1786 The place it proposes is usually no good, so browse to the folder
1787 in which you installed the winBoard download
1788 (where you see the Fairy-Max and WinBoard folders).
1790 When the archiv contained a single folder, (with files in it),
1792 If the archive contained a lot of small files, first create a folder,
1793 and browse there, before you unpack.
1794 (To get all the files in a single place, not mixed with others,
1795 so you can easily delete it again.)
1796 Say you unpacked in a folder named "NewEngine", which now sits
1797 next to your "WinBoard" folder amongst the chess files on your system.
1798 Say there is a file "Engine.exe" in this "NewEngine" folder.
1800 Then to run the engine with WinBoard,
1801 you have to enter the command:
1804 winboard /fcp="Engine.exe" /fd="..\NewEngine"
1807 Sometimes engines need parameters on their command line,
1808 e.g. to set the hash-table size, or tell them they have to
1810 These should then go within the quotes around the Engine.exe file name,
1811 directly behind it, and separated from it (and each other) by spaces.
1812 See any README files that come with the engine to learn how
1813 exactly the engine has to be invoked.
1816 <h3><a name="tag-D.8">[D.8] What is Fairy-Max?</a></h3>
1818 <p>Fairy-Max is a chess engine that plays chess at a level where
1819 you don't need to be a super GM to still have a chance to beat it.
1820 Apart from normal chess it plays many variants as well,
1821 such as Capablanca or Gothic Chess, Knightmate, etc.
1822 Dedicated versions of it are available to play Shatranj and Xiangqi
1827 <h3><a name="tag-D.9">[D.9] What is UCI? What is Polyglot?</a></h3>
1829 <p>UCI, or Universal Chess Interface, is a standard for communication
1830 between chess engines and its Graphical User Interface, that was
1831 created as an alternative to the way XBoard / WinBoard does it.

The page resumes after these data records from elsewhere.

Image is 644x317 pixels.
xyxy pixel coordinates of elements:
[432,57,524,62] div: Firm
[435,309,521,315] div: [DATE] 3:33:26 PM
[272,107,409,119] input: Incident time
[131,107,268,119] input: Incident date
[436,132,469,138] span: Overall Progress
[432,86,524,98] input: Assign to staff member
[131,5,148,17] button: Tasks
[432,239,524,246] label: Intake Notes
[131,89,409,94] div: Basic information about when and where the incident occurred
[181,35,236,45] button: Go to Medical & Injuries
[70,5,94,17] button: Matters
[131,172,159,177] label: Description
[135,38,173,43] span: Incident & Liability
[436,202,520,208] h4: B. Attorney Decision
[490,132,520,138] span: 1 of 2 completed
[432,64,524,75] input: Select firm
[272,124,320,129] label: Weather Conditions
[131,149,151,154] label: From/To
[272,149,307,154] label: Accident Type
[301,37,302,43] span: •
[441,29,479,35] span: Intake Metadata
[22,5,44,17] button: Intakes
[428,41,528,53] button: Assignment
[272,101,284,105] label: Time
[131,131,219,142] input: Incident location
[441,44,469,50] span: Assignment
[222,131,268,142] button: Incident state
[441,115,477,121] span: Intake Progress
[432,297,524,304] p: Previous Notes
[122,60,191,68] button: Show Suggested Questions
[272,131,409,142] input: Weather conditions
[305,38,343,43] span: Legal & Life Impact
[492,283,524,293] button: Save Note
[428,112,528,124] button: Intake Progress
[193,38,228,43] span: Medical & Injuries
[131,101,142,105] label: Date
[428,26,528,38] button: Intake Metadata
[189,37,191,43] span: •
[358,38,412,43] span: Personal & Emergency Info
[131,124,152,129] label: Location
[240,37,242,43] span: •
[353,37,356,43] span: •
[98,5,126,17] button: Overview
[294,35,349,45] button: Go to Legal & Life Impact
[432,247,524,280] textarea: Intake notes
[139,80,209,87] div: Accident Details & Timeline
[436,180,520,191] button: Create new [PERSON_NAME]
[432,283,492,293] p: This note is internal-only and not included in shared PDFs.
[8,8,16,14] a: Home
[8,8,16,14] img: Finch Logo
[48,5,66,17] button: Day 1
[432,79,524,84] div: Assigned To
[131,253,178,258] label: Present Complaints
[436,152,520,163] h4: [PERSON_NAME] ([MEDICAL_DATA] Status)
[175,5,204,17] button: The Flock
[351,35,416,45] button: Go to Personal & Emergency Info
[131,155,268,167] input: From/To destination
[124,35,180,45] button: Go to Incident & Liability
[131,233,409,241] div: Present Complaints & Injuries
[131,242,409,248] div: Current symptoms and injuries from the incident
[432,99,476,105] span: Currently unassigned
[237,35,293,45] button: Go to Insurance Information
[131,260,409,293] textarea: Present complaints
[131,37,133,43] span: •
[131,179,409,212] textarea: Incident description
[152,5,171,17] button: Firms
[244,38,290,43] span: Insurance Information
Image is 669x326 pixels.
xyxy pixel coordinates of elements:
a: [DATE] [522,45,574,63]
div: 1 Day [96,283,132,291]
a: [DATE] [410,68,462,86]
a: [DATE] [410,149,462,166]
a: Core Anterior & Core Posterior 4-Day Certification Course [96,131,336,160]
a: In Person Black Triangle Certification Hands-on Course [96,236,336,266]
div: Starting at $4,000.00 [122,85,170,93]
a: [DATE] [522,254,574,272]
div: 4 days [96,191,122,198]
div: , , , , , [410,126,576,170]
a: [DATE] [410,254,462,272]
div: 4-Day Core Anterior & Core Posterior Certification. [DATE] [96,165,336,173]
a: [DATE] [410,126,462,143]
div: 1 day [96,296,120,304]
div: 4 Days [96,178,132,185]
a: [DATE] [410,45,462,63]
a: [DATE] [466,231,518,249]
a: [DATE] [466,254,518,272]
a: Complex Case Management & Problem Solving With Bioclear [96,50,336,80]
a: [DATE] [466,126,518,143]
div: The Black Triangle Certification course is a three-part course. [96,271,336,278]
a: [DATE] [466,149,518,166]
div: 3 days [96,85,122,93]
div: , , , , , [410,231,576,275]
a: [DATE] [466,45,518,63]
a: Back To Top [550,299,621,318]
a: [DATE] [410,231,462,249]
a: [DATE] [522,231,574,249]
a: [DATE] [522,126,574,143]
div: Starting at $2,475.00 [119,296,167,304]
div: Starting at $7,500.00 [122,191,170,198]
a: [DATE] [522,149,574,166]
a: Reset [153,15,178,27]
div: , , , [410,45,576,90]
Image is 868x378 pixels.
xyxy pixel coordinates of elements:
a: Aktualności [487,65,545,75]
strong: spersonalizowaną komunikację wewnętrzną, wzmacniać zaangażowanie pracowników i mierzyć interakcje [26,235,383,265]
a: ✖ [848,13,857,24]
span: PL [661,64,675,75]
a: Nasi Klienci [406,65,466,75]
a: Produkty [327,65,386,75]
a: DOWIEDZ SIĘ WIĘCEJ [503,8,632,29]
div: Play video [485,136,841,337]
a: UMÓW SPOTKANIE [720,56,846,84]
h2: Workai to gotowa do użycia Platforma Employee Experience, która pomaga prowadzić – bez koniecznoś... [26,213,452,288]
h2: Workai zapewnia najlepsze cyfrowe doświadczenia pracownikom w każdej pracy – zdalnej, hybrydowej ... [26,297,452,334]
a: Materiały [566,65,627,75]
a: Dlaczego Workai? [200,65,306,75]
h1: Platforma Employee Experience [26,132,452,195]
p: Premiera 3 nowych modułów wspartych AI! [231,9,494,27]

1832 (The latter way having become known as
1833 "<a href="#tag-B.17">WinBoard protocol</a>").
1834 XBoard / WinBoard do not understand a word of UCI,
1835 so UCI engines cannnot be run directly as engine under them.
1837 Polyglot is an adapter that translates WB protocol to UCI.
1838 It bhaves like it is a WB engine, but, without XBoard / WinBoard
1839 knowing about this, it consults an UCI engine for getting the moves.
1840 With the aid of Polyglot, any UCI engine can be run under WinBoard.
1841 Polyglot is available as a Debian package for Linux, and is included
1842 in the WinBoard installation.
1843 Polyglot is open source software released under the GPL.
1847 <h3><a name="tag-D.10">[D.10] How can I run a UCI engine under XBoard / WinBoard?</a></h3>
1849 <p>First you have to download and install the UCI engine.
1850 This is similar to installing WinBoard engines,
1851 see <a href="#tag-D.7">D.7</a>.
1852 Furthermore, you have to make sure that
1853 <a href="#tag-D.9">Polyglot</a> is nstalled on
1854 your system, in a place where XBoard / WinBoard can find it.
1855 There are then two ways to run the UCI engine:
1857 In the first method, the only thing you have to do is add an extra
1858 option to the command that invokes XBoard / WinBoard,
1859 to tell it that the engine is UCI:
1862 xboard -fcp "fruit" -fUCI
1864 winboard /fcp="Fruit_21.exe" /fd="..\Fruit" /fUCI
1867 The second method is more complicated, but also more versatile.
1868 UCI engines accept many settings from their GUI than XBoard / WinBoard
1869 usually send to a WB engine.
1870 Polyglot can provide such settings from a file dedicated to that engine,
1871 usully referred to as a "polyglot.ini" file (although the actual name
1873 If the engine you downloaded comes with a polyglot.ini file for it,
1874 you can force Polyglot to use this file with engine settings
1875 by invoking it explicitly from XBoard / WinBoard:
1878 xboard -fcp "polyglot INIFILE"
1880 winboard /fcp="polyglot INIFILE" /fd="POLYGLOTDIR"
1883 INIFILE is the name of the polyglot.ini file (possibly a path name,
1884 such as "PG\fruit.ini", while POLYGLOTDIR should be the directory
1885 (path) name were the Polyglot executable is located.
1886 The directory and name of the actual engine are described in the
1887 polygot.ini file, and XBoard / WinBoard need not be aware of them.
1889 If you don't have a polyglot.ini file for the engine, you would
1891 How to do that is beyond the scope of this FAQ.